The Local Media Association, formerly Suburban Newspapers of America, has announced the winners of its contest for 2011.
Carol Stark, editor of the Joplin Globe, was named daily editor of the year for the Missouri paper's "detailed and comprehensive coverage of last May's tornado that killed 162 people and destroyed one-third of the community," writes William Ketter, chief news executive of Community Newspaper Holdings Inc., which owns the paper.
Judges at Northwestern University's Medill School of Journalism said the paper provided "phenomenal" coverage in "the most trying of conditions -- one of the dead was a Globe staffer, half of the staff's homes were destroyed or severely damaged. . . . "It is hard to conceive of a newspaper of any size serving its community better in such a tragic situation."
Ketter also notes that Keith Eddings, a reporter for The Eagle-Tribune of North Andover, Mass., which Ketter once edited, was selected as daily journalist of the year "for a series of investigative stories about local government corruption and fraud. . . . Among other stories, he disclosed that the head of an anti-poverty agency was spending more time at the local Elks Club than at his office."
In the Newspaper of the Year competition, the Lake Country Reporter of Hartland, Wis., won among non-dailies with circulations up to 10,000. The other circulation categories were won by suburban papers of the Washington Post Co. in Maryland: the Enterprise of Lexington Park, the Frederick Gazette, and The Gazette of Gaithersburg. Among dailies under 30,000, the winner was the Galveston Daily News of Texas.
For other awards in the contest, click here. The awards will be presented at the association's annual conference in Atlanta Sept. 11-14.
Carol Stark, editor of the Joplin Globe, was named daily editor of the year for the Missouri paper's "detailed and comprehensive coverage of last May's tornado that killed 162 people and destroyed one-third of the community," writes William Ketter, chief news executive of Community Newspaper Holdings Inc., which owns the paper.
Judges at Northwestern University's Medill School of Journalism said the paper provided "phenomenal" coverage in "the most trying of conditions -- one of the dead was a Globe staffer, half of the staff's homes were destroyed or severely damaged. . . . "It is hard to conceive of a newspaper of any size serving its community better in such a tragic situation."
Ketter also notes that Keith Eddings, a reporter for The Eagle-Tribune of North Andover, Mass., which Ketter once edited, was selected as daily journalist of the year "for a series of investigative stories about local government corruption and fraud. . . . Among other stories, he disclosed that the head of an anti-poverty agency was spending more time at the local Elks Club than at his office."
In the Newspaper of the Year competition, the Lake Country Reporter of Hartland, Wis., won among non-dailies with circulations up to 10,000. The other circulation categories were won by suburban papers of the Washington Post Co. in Maryland: the Enterprise of Lexington Park, the Frederick Gazette, and The Gazette of Gaithersburg. Among dailies under 30,000, the winner was the Galveston Daily News of Texas.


_TRY IT_
Could you repeat all of the entries below word for word, apart from the pictures?

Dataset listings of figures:
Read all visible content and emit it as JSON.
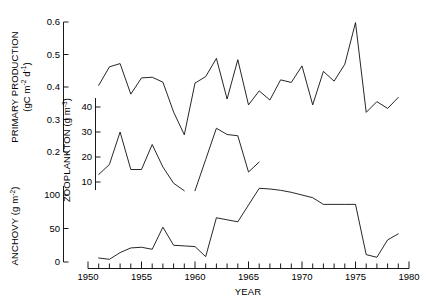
{
  "figure": {
    "background": "#ffffff",
    "line_color": "#000000",
    "xlabel": "YEAR"
  },
  "axes": {
    "primary_production": {
      "title_line1": "PRIMARY PRODUCTION",
      "title_line2_prefix": "(gC m",
      "title_line2_sup1": "-2",
      "title_line2_mid": " d",
      "title_line2_sup2": "-1",
      "title_line2_suffix": ")",
      "ticks": [
        "0.2",
        "0.3",
        "0.4",
        "0.5",
        "0.6"
      ],
      "range": [
        0.2,
        0.6
      ]
    },
    "zooplankton": {
      "title_prefix": "ZOOPLANKTON (g m",
      "title_sup": "-3",
      "title_suffix": ")",
      "ticks": [
        "10",
        "20",
        "30",
        "40"
      ],
      "range": [
        5,
        45
      ]
    },
    "anchovy": {
      "title_prefix": "ANCHOVY (g m",
      "title_sup": "-2",
      "title_suffix": ")",
      "ticks": [
        "0",
        "50",
        "100"
      ],
      "range": [
        0,
        125
      ]
    },
    "year": {
      "ticks": [
        "1950",
        "1955",
        "1960",
        "1965",
        "1970",
        "1975",
        "1980"
      ],
      "range": [
        1950,
        1980
      ],
      "minor_tick_step": 1
    }
  },
  "chart_data": {
    "type": "line",
    "title": "",
    "xlabel": "YEAR",
    "ylabel": "",
    "grid": false,
    "legend": "none",
    "xlim": [
      1950,
      1980
    ],
    "series": [
      {
        "name": "PRIMARY PRODUCTION",
        "unit": "gC m-2 d-1",
        "ylim": [
          0.2,
          0.6
        ],
        "axis": "primary_production",
        "x": [
          1951,
          1952,
          1953,
          1954,
          1955,
          1956,
          1957,
          1958,
          1959,
          1960,
          1961,
          1962,
          1963,
          1964,
          1965,
          1966,
          1967,
          1968,
          1969,
          1970,
          1971,
          1972,
          1973,
          1974,
          1975,
          1976,
          1977,
          1978,
          1979
        ],
        "values": [
          0.405,
          0.462,
          0.472,
          0.378,
          0.428,
          0.43,
          0.415,
          0.323,
          0.253,
          0.412,
          0.432,
          0.488,
          0.363,
          0.484,
          0.345,
          0.388,
          0.36,
          0.422,
          0.414,
          0.465,
          0.345,
          0.448,
          0.418,
          0.47,
          0.598,
          0.322,
          0.355,
          0.334,
          0.368
        ]
      },
      {
        "name": "ZOOPLANKTON",
        "unit": "g m-3",
        "ylim": [
          5,
          45
        ],
        "axis": "zooplankton",
        "segments": [
          {
            "x": [
              1951,
              1952,
              1953,
              1954,
              1955,
              1956,
              1957,
              1958,
              1959
            ],
            "values": [
              13.0,
              17.0,
              30.0,
              15.0,
              15.0,
              25.0,
              16.0,
              9.5,
              6.5
            ]
          },
          {
            "x": [
              1960,
              1961,
              1962,
              1963,
              1964,
              1965,
              1966
            ],
            "values": [
              6.5,
              19.0,
              31.5,
              29.0,
              28.5,
              14.0,
              18.0
            ]
          }
        ]
      },
      {
        "name": "ANCHOVY",
        "unit": "g m-2",
        "ylim": [
          0,
          125
        ],
        "axis": "anchovy",
        "x": [
          1951,
          1952,
          1953,
          1954,
          1955,
          1956,
          1957,
          1958,
          1959,
          1960,
          1961,
          1962,
          1963,
          1964,
          1965,
          1966,
          1967,
          1968,
          1969,
          1970,
          1971,
          1972,
          1973,
          1974,
          1975,
          1976,
          1977,
          1978,
          1979
        ],
        "values": [
          6,
          4,
          14,
          21,
          22,
          19,
          52,
          25,
          24,
          23,
          8,
          66,
          63,
          60,
          85,
          110,
          109,
          107,
          104,
          100,
          96,
          86,
          86,
          86,
          86,
          11,
          7,
          33,
          42
        ]
      }
    ]
  }
}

_RESULT OF THE EXERCISE_
Read all visible content and emit it as JSON.
{
  "figure": {
    "background": "#ffffff",
    "line_color": "#000000",
    "xlabel": "YEAR"
  },
  "axes": {
    "primary_production": {
      "title_line1": "PRIMARY PRODUCTION",
      "title_line2_prefix": "(gC m",
      "title_line2_sup1": "-2",
      "title_line2_mid": " d",
      "title_line2_sup2": "-1",
      "title_line2_suffix": ")",
      "ticks": [
        "0.2",
        "0.3",
        "0.4",
        "0.5",
        "0.6"
      ],
      "range": [
        0.2,
        0.6
      ]
    },
    "zooplankton": {
      "title_prefix": "ZOOPLANKTON (g m",
      "title_sup": "-3",
      "title_suffix": ")",
      "ticks": [
        "10",
        "20",
        "30",
        "40"
      ],
      "range": [
        5,
        45
      ]
    },
    "anchovy": {
      "title_prefix": "ANCHOVY (g m",
      "title_sup": "-2",
      "title_suffix": ")",
      "ticks": [
        "0",
        "50",
        "100"
      ],
      "range": [
        0,
        125
      ]
    },
    "year": {
      "ticks": [
        "1950",
        "1955",
        "1960",
        "1965",
        "1970",
        "1975",
        "1980"
      ],
      "range": [
        1950,
        1980
      ],
      "minor_tick_step": 1
    }
  },
  "chart_data": {
    "type": "line",
    "title": "",
    "xlabel": "YEAR",
    "ylabel": "",
    "grid": false,
    "legend": "none",
    "xlim": [
      1950,
      1980
    ],
    "series": [
      {
        "name": "PRIMARY PRODUCTION",
        "unit": "gC m-2 d-1",
        "ylim": [
          0.2,
          0.6
        ],
        "axis": "primary_production",
        "x": [
          1951,
          1952,
          1953,
          1954,
          1955,
          1956,
          1957,
          1958,
          1959,
          1960,
          1961,
          1962,
          1963,
          1964,
          1965,
          1966,
          1967,
          1968,
          1969,
          1970,
          1971,
          1972,
          1973,
          1974,
          1975,
          1976,
          1977,
          1978,
          1979
        ],
        "values": [
          0.405,
          0.462,
          0.472,
          0.378,
          0.428,
          0.43,
          0.415,
          0.323,
          0.253,
          0.412,
          0.432,
          0.488,
          0.363,
          0.484,
          0.345,
          0.388,
          0.36,
          0.422,
          0.414,
          0.465,
          0.345,
          0.448,
          0.418,
          0.47,
          0.598,
          0.322,
          0.355,
          0.334,
          0.368
        ]
      },
      {
        "name": "ZOOPLANKTON",
        "unit": "g m-3",
        "ylim": [
          5,
          45
        ],
        "axis": "zooplankton",
        "segments": [
          {
            "x": [
              1951,
              1952,
              1953,
              1954,
              1955,
              1956,
              1957,
              1958,
              1959
            ],
            "values": [
              13.0,
              17.0,
              30.0,
              15.0,
              15.0,
              25.0,
              16.0,
              9.5,
              6.5
            ]
          },
          {
            "x": [
              1960,
              1961,
              1962,
              1963,
              1964,
              1965,
              1966
            ],
            "values": [
              6.5,
              19.0,
              31.5,
              29.0,
              28.5,
              14.0,
              18.0
            ]
          }
        ]
      },
      {
        "name": "ANCHOVY",
        "unit": "g m-2",
        "ylim": [
          0,
          125
        ],
        "axis": "anchovy",
        "x": [
          1951,
          1952,
          1953,
          1954,
          1955,
          1956,
          1957,
          1958,
          1959,
          1960,
          1961,
          1962,
          1963,
          1964,
          1965,
          1966,
          1967,
          1968,
          1969,
          1970,
          1971,
          1972,
          1973,
          1974,
          1975,
          1976,
          1977,
          1978,
          1979
        ],
        "values": [
          6,
          4,
          14,
          21,
          22,
          19,
          52,
          25,
          24,
          23,
          8,
          66,
          63,
          60,
          85,
          110,
          109,
          107,
          104,
          100,
          96,
          86,
          86,
          86,
          86,
          11,
          7,
          33,
          42
        ]
      }
    ]
  }
}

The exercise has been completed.